• [Prompt]
Pick each line that has "button" out of the records.

*** Block opens ***

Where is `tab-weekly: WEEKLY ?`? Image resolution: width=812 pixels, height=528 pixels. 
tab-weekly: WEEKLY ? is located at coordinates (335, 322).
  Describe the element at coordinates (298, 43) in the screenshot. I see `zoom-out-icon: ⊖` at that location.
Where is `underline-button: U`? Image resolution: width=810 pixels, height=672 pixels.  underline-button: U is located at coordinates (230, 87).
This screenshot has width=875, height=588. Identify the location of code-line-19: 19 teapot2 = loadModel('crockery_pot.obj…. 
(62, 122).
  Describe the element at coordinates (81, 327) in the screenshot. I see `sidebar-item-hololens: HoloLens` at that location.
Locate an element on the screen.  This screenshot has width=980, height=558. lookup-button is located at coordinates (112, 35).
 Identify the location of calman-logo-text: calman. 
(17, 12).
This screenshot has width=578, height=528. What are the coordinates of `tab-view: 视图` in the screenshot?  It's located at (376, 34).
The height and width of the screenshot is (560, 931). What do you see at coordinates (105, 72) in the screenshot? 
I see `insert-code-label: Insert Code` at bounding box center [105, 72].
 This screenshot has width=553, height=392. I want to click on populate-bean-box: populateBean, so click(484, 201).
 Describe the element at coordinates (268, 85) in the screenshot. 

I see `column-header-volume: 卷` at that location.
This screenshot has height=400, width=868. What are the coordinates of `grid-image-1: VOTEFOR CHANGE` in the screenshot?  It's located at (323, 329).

*** Block closes ***

• [Written reply]
Where is `underline-button: U`? Image resolution: width=810 pixels, height=672 pixels.  underline-button: U is located at coordinates (230, 87).
Locate an element on the screen.  This screenshot has width=980, height=558. lookup-button is located at coordinates (112, 35).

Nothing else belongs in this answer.